But really, believing that made me
just another fool in this world mistaking
the happiness of looking at a pretty, wild thing
with the happiness that thing feels.
Put another way, I was once young and terribly
pretty and gripped the wheel white, felt the rip
in the vinyl seat rub the part of my leg
raw where my skirt didn’t
cover. I shut off
my radio. In the silence was the talk of men I’d heard
all my life—their bumper-sticker gags
of show me your rack and chasing white
tail—all the old jokes—that buck not dead
but put down for his dirt nap and itching for a mount,
that doe not female but a slickhead, hot and ready
for the rut, all those not shot but taken in peak
season, in sweet, sweet November.
Put another way, I was almost on
empty, and though no one
believed it or cared to see, I was just another
animal, and like all animals
desired, we would suffer.
Self-Portrait as Land Snail
Don’t get me wrong.
I’m a modest girl, couldn’t even strip off
at one of those nudie hot springs out west,
the whole place a flotsam
of much-nursed areolas and buoyant
scrotums while I sat prim
as Gidget, legs crossed and awkwardly
smiling on the shore. It’s just that the snail
is on to something—neither boy nor girl
but both, the critter is nearly mythic—a true
hermaphrodite that all alone
will go to its own kind of cyrobank and baste
itself, make a new batch of not-so-bouncies
in thin, flea-sized shells. But no, that’s not
me. That seems lonely. Better, with another
intersex other it will take
aim, flex back its bow, shoot a dart,
then wait to be impaled
in return. I couldn’t make this shit up
if I tried—this is no metaphor
but scientific fact—a telum amoris—literally,
a weapon of love—a James-Bond-worthy arrow
equipped with four blades spiked
with all the dirty talk a snail
could want. Cupid’s got nothing on this
mollusk congress, and because you know
how snails go, the foreplay is slow—
slow, slow—my kind of sex—
going on and on until the hussy
who first received that dart has enough
and rises to fire back. Now, knowing this,
I can say I didn’t come out
all those years ago, whatever that means. No,
when I finally made a home
for my body in the bed of another
woman, I simply became
a land snail. Tired of being
a leaking receptacle for a man’s
desire, I needed to feel
an equal’s push against my own,
a willingness to be wounded and to
wound, receiving and giving at the same
time. Plainly said, I needed the kind of love
that finally let me take
my time; I needed to fire
an arrow of my damn own.
The Scat of It
The shit of it, the slick of it, the beetle’s tumbling joy,
the bear’s berry slush of it, the coyote’s ghost white
dry of it—undigested fur, nothing more, hot-pressed into a
turd—that nothing-wasted prayer. The shame
of it, even the dog shy, peering from behind a bush,
spine curved into the not-in-my-yard-sign; the teasing too,
me laughing about the anal express, the poor cat hissing
at the vet’s gloved hand. The dump and log
slop of it, a sad jaundiced yellow or something rich, a deposit
of iron, green nearly black, the color of a forest
never once cut, miraculously untouched.
Then too there’s the zoo—regular factories
of it: the chimp’s sling of it against his bars, and not too far
from him, swaying ceaselessly from side to side—the elephant—
how hers is shoveled up from the concrete floor and
hauled away. Down the road
it’s sweet meat for the pumpkin patch and hungry rows
of corn. And further on, in the dark of the barn, the halo of it
glows white around a chicken’s diddle warming next to her eggs.

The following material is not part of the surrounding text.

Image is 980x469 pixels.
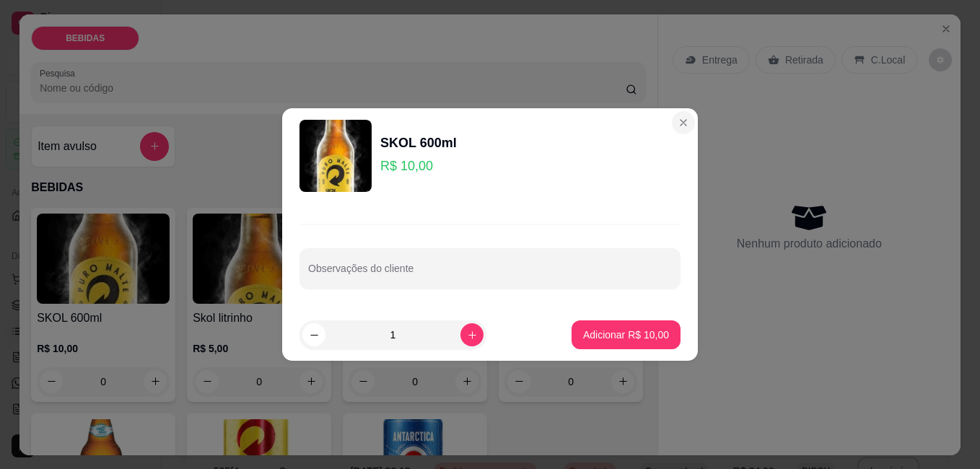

The hen broods in, pays no mind to the much more tidy loo
kept by those few lucky pigs allowed to stand
and walk away from their bed to defecate outside, so different
from the lift-your-tail-and-go-where-you-stand kind—
that of the goat and sheep and rabbit—each pellet perfectly round,
a pile of dinky moons eclipsed, a mess of shining beads, a black rosary
undone, the prey animal take on it—look both ways and shit
quick, no dallying around.
The rice-sized mouse of it in the kitchen drawer, even smaller
is that of the roach, the cabinet scrubbed raw because mama says
such leavings are degrading, meant for the dirty and poor. In the water,
an ocean frolics with it, the seahorse trails it from a hole close to where
his babies burst from his chest—watch it frolic like a yellow streamer
before it breaks loose and floats. And up the river
the salmon rid themselves of what’s left of it, and with their load
lightened, eat no more. The satisfaction of it—the full-belly, the I-had-my-fill-
now-let-go, as in what the earth has given my cells have loved
to death and now give back what’s left, a cramp of thank you,
here is my offering, a stench maybe for us but for everything else
a bouquet of gratitude, a scattering that if you look close you can
track, at least until it’s finally buried again, whipping with
worms, churned in, folded back. There is no shame
in it, and if we are disgusted, we have not yet
learned—blessed is that from what we came, blessed
to what we return.
-All poems appear in To Those Who Were Our First Gods, Rattle, 2018
"Wild Thing" was first published in print by Talking River: A Literary Journal of Lewis-Clark State, "Self-Portrait as Land Snail" was first published in print by The Bellingham Review, andc"The Scat of It" was first published online by Thrush Poetry Journal at http://www.thrushpoetryjournal.com/november-2018-nickole-brown.html
Prompt: As in Nickole Brown's "The Scat of It," write a poem about something...unsavory. Have. Fun. Without fun, there is no poetry.
Bio: NICKOLE BROWN received her MFA from the Vermont College, studied literature at Oxford University, and was the editorial assistant for the late Hunter S. Thompson. She worked at Sarabande Books for ten years. Her first collection, Sister, a novel-in-poems, was first published in 2007 by Red Hen Press and a new edition was reissued by Sibling Rivalry Press in 2018. Her second book, a biography-in-poems called Fanny Says, came out from BOA Editions in 2015 and won the Weatherford Award for Appalachian Poetry. The audio book of that collection came out in 2017. Her poems have, among other places, appeared in The New York Times, The Oxford American, Poetry International, Gulf Coast, and The Best American Poetry 2017. She has received grants from the National Endowment for the Arts, the Kentucky Foundation for Women, and the Kentucky Arts Council. She was an Assistant Professor at the University of Arkansas at Little Rock for four years until she gave up her beloved time in the classroom in hope of writing full time. Currently, she is the Editor for the Marie Alexander Poetry Series and has taught at a number of places, including the Sewanee School of Letters MFA Program, the Great Smokies Writing Program at UNCA, Poets House, the Poetry Center at Smith College, the Palm Beach Poetry Festival, the University of North Carolina at Wilmington, and the Hindman Settlement School. She lives with her wife, poet Jessica Jacobs, in Asheville, North Carolina, where she periodically volunteers at four different animal sanctuaries.